As someone who has launched something free on HN before, the resulting signups were around 1/3rd valid users doing cool things and checking things out, and 2/3rds nefarious users.
My service (which doesn't have public access, only via SSH as a client) was used by a ransomware gang, which involved the service in investigation from Dutch CERT and Dubai police.
I run playit.gg. Abuse is a big problem on our free tier. I’d get https://github.com/projectdiscovery/nuclei setup to scan your online endpoints and autoban detections of c2 servers.
Thanks for sharing this. I run packetriot.com, another tunneling service and I ended up writing my own scanner for endpoints using keyword lists I gathered from various infosec resources.
I had done some account filtering for origins coming out of Tor, VPN networks, data centers, etc. but I recently dropped those and added an portal page for free accounts, similar to what ngrok does.
It was very effective at preventing abuse. I also added mechanism for reporting abuse on the safety page that's presented.
Our services were used for C2 as well. I investigated it a bit but eventually decided to just drop TCP forwarding from our free-tier and that reduced our abuse/malware reports for C2 over TCP to zero essentially.
One path I looked at was to use the VirusTotal API to help identify C2's that other security organizations were identifying and leverage that to automatically take down malicious TCP endpoints. I wrote some POCs but did not deploy them. It's something I plan on taking up again at some point next year.
Want to chat on discord? Maybe we could combine efforts to try and stop people abusing our services :). We have a few vendors sending us automated reports, maybe I could open it up for multiple projects.
Do you have funding to cover the paying the bandwidth costs which will ultimately result from this? Or if you're running this from a home network, does anyone know if OP should be concerned of running into issues with their ISP?
The tunnel host appears to be a Hetzner server, they are pretty generous with bandwidth but the interesting thing I learned about doing some scalability improvements at a similar company [0] is that for these proxy systems, each direction’s traffic is egress bandwidth. Good luck OP, the tool looks cool. Kinda like pinggy.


- _GOAL OF THE EXERCISE_: In the entries below, find each line bearing the string "salivary" and copy it.

┄┄┄┄┄┄

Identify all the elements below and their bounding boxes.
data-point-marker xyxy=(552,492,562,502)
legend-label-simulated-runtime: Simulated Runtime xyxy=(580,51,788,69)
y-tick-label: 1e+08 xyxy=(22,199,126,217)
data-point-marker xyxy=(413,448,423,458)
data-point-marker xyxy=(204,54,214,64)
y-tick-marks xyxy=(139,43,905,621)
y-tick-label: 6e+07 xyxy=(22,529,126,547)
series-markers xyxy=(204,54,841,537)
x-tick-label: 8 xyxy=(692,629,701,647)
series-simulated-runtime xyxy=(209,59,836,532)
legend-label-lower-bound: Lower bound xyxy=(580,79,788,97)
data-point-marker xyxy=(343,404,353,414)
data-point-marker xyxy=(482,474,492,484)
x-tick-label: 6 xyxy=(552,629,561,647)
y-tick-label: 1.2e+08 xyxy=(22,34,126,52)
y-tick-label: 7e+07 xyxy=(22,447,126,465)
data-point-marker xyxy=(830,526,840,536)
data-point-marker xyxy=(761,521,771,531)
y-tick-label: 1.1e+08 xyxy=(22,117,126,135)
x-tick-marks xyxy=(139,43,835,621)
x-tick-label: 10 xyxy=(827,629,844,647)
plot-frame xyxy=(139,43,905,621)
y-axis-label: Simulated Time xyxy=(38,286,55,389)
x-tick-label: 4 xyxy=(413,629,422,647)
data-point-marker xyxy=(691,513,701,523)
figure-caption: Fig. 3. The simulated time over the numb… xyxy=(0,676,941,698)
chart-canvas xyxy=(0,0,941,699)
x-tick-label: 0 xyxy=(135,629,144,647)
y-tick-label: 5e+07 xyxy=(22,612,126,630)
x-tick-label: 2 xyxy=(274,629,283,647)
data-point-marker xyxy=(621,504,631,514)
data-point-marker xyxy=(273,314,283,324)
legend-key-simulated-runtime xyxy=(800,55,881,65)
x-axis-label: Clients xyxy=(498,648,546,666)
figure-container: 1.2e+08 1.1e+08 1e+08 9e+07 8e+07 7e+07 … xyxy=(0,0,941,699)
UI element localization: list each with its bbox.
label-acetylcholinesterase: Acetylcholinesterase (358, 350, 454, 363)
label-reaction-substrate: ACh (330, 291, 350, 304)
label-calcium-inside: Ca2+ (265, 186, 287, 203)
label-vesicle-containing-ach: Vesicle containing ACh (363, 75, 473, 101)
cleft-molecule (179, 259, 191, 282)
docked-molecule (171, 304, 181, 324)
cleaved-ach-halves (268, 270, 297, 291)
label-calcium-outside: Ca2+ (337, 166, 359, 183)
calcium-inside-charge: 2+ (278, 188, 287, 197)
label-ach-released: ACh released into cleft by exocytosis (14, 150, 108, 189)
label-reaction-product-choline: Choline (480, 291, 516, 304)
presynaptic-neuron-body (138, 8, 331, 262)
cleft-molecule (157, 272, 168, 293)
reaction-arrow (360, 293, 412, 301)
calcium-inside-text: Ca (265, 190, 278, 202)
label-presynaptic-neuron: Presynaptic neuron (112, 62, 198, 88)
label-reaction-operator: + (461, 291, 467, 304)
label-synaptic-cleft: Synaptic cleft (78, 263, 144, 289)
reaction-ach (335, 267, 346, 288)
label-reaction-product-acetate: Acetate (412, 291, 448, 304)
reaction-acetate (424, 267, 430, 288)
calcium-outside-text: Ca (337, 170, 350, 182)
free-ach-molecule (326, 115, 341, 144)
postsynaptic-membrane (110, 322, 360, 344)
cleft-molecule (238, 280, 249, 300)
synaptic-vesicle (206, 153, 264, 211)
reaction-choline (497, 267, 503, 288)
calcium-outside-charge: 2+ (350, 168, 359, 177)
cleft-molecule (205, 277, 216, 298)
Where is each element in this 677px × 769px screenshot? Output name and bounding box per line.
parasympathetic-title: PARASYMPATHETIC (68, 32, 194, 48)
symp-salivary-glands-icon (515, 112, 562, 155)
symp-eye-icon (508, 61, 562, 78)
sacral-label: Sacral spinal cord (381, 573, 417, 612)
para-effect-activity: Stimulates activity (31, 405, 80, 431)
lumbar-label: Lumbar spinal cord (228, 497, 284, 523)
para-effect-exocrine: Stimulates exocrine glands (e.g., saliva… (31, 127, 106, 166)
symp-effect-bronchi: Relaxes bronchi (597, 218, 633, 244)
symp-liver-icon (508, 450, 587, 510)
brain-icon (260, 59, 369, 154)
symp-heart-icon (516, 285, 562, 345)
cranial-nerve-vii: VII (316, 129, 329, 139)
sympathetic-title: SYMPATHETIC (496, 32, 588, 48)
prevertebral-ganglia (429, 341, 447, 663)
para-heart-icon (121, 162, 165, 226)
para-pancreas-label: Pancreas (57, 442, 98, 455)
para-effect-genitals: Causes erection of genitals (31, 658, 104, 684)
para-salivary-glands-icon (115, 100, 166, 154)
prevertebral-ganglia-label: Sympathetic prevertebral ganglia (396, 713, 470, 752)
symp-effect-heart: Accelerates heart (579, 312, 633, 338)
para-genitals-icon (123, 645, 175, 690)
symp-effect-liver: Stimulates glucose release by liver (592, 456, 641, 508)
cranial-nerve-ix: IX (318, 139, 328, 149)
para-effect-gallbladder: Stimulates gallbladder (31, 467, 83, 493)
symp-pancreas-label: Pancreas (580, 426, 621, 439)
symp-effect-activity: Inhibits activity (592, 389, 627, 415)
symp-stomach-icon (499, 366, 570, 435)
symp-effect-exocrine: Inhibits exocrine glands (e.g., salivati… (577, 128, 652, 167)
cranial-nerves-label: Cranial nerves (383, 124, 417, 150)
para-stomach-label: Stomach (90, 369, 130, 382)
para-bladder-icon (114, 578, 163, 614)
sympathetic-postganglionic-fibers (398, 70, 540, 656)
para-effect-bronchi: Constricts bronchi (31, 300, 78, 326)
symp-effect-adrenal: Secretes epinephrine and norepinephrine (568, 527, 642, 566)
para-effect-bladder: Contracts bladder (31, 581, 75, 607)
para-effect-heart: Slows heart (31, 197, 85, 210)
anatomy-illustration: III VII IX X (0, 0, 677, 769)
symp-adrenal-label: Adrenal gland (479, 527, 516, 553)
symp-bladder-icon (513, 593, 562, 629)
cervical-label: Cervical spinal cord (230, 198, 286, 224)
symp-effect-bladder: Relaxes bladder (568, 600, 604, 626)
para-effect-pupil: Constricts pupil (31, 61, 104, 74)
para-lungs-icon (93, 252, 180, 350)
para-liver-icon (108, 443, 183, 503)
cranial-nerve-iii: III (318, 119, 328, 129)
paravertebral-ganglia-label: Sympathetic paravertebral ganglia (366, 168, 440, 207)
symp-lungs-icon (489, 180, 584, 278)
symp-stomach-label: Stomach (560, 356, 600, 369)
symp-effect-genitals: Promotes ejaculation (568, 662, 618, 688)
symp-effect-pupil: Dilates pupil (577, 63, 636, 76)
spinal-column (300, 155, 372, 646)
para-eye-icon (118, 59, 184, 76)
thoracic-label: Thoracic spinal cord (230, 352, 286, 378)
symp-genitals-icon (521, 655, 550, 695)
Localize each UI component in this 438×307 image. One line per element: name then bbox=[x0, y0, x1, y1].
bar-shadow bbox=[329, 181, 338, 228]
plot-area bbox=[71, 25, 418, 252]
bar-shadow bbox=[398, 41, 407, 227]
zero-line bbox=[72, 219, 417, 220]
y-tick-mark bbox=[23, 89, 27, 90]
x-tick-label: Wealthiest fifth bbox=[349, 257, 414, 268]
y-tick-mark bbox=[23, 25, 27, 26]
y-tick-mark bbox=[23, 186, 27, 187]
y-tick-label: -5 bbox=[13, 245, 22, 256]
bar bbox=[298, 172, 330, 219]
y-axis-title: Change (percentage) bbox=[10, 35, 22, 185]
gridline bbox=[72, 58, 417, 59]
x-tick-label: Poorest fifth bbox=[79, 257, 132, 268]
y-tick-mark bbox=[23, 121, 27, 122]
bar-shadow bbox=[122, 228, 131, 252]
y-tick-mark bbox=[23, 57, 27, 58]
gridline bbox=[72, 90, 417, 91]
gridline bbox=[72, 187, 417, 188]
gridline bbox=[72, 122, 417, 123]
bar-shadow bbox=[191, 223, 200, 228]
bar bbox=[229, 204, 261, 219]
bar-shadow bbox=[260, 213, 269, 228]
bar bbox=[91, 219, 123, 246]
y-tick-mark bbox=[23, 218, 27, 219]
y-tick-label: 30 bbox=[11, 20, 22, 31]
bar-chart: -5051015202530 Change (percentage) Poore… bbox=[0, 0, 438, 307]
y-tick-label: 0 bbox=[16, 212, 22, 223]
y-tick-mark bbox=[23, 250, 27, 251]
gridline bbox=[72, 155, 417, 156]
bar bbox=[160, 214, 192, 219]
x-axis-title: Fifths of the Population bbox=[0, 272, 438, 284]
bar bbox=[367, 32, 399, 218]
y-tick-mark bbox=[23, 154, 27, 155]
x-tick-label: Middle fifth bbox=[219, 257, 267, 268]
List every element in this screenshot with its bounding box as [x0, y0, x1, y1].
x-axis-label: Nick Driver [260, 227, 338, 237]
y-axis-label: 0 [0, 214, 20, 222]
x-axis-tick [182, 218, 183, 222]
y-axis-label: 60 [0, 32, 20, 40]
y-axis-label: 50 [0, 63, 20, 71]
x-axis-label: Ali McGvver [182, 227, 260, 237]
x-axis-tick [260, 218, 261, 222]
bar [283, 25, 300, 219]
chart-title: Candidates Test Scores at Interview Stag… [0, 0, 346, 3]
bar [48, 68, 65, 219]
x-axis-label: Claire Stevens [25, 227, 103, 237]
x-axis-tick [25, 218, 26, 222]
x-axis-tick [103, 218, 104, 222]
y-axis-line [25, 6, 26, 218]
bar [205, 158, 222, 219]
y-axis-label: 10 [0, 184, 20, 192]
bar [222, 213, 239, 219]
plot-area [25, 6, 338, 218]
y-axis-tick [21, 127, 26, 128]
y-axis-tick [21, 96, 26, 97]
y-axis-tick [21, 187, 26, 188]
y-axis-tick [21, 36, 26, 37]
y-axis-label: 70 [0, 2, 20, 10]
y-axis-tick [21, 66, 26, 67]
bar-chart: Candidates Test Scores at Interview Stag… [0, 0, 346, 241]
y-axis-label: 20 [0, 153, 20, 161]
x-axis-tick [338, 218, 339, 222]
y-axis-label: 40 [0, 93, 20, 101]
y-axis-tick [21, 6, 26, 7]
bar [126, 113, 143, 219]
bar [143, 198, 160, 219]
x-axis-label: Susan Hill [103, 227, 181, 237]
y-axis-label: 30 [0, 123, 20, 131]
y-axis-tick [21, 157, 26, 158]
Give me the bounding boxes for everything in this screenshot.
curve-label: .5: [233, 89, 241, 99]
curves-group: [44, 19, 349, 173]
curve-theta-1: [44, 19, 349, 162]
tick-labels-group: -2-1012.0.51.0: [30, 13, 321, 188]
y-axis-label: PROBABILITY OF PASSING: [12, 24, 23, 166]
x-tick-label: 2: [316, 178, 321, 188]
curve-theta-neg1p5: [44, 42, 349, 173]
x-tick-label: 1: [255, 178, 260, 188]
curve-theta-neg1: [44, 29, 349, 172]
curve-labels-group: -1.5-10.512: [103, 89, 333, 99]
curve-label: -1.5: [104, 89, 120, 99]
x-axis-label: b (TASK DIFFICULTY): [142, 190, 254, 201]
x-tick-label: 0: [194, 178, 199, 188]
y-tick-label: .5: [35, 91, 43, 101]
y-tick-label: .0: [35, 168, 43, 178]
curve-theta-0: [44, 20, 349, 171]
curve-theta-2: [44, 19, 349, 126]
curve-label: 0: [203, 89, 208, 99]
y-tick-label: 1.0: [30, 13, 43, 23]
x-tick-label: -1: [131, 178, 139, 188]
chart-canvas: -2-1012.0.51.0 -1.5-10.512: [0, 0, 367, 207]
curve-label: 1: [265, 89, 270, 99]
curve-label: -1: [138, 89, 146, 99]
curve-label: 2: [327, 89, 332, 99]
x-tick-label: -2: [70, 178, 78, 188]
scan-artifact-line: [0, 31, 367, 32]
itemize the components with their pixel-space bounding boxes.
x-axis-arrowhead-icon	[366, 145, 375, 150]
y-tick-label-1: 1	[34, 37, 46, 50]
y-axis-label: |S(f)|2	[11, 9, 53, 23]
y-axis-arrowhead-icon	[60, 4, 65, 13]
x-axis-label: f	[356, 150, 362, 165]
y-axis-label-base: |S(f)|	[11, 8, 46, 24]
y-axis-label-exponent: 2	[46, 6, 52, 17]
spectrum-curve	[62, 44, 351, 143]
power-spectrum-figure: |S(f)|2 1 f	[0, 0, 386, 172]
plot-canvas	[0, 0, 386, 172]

┄┄┄┄┄┄

- _RESULT_:
symp-salivary-glands-icon (515, 112, 562, 155)
para-salivary-glands-icon (115, 100, 166, 154)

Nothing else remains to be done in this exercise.